Step 10: Ease your way into an ABM strategy

Some people say crawl, walk, run with your ABM strategy, but I like to put a little more context around it. The first phase is really about shifting the focus for the entire marketing team. Likely, everyone on your team is experienced in B2B marketing, so it’s not about throwing that away, but instead, it’s about looking at your marketing mix through new a new lens of whether each tactic or channel can reach your target account list and how to execute it such that it will help drive pipeline and revenue.

Then, in phase two, take all the learnings from phase one and the new set of target account list engagement metrics driving you forward and figure out how to optimize your programs, your budget spend, your headcount and resources to make sure you are doing the most to generate pipeline and engagements with your target account list.

Finally, phase three, you’re ready to run or go all in with ABM. If you think of phase one as a pilot phase, phase three is about making your entire marketing team an ABM machine — it’s not just the demand gen team or digital marketing, it’s everyone in marketing.

Wrapping up

ABM is a marathon, not a sprint. It is a long-term strategy that needs to be built on a solid foundation. By aligning marketing, sales, operations, customer success and finance around shared goals and an account-focus, you’ll be off to a great start with your ABM strategy. With the guidance of these ten steps, hopefully, you see a clear and actionable path to embarking on an ABM strategy that is right for your business.

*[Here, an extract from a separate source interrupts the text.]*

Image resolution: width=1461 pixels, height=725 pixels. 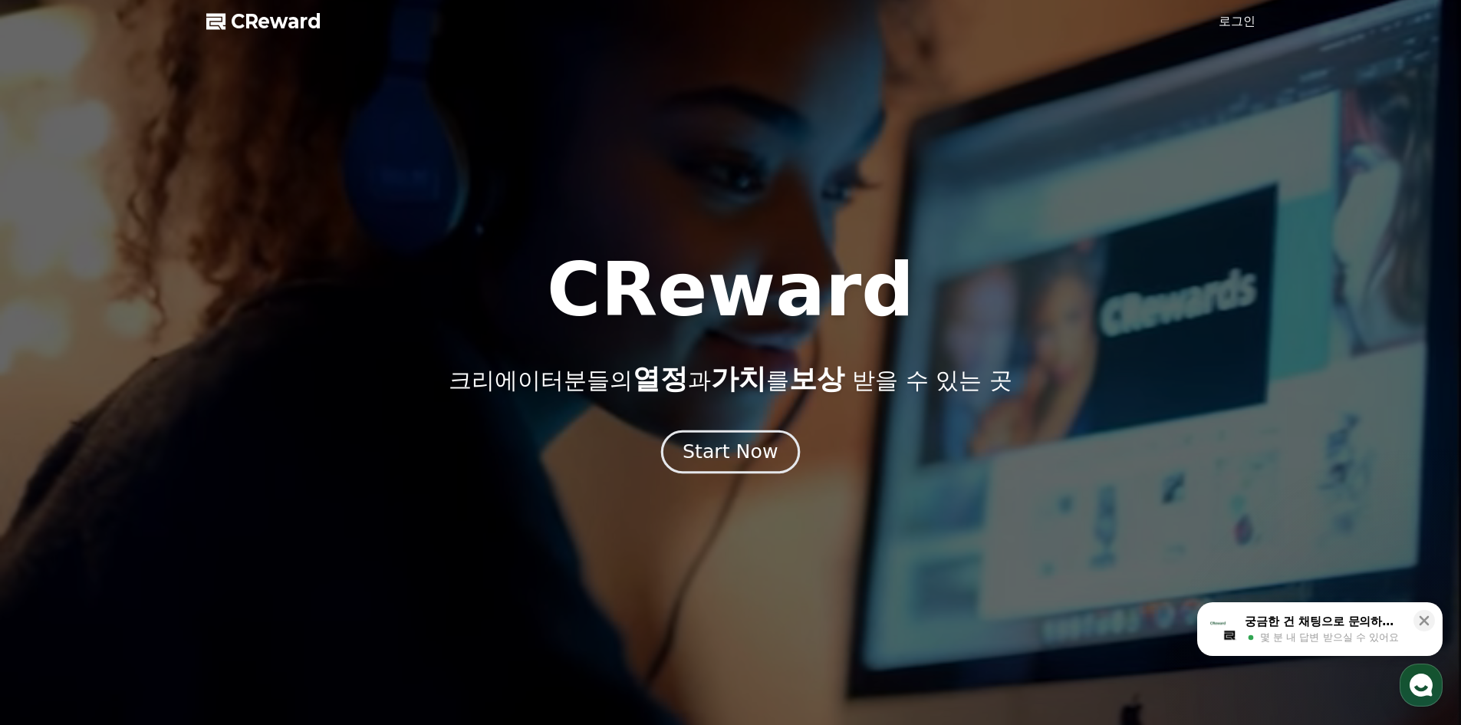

Opinions expressed in this article are those of the guest author and not necessarily MarTech. Staff authors are listed here.


About the author

Jessica Fewless
Contributor
After 4+ years at Demandbase (and 20+ years in B2B Marketing), Jessica has seen it all when it comes to Account-Based Marketing. Playing an instrumental role in Demandbase’s rollout of an ABM strategy, and educating over 1000 B2B marketers on the principles of ABM over the last 18 months, Jessica has become a resident expert. From building the right target account list and understanding the impact of ABM on marketing programs, to selling ABM within an organization and finding budget for your strategy, Jessica has worked with organizations to build, hone, and measure the success of their own ABM strategies.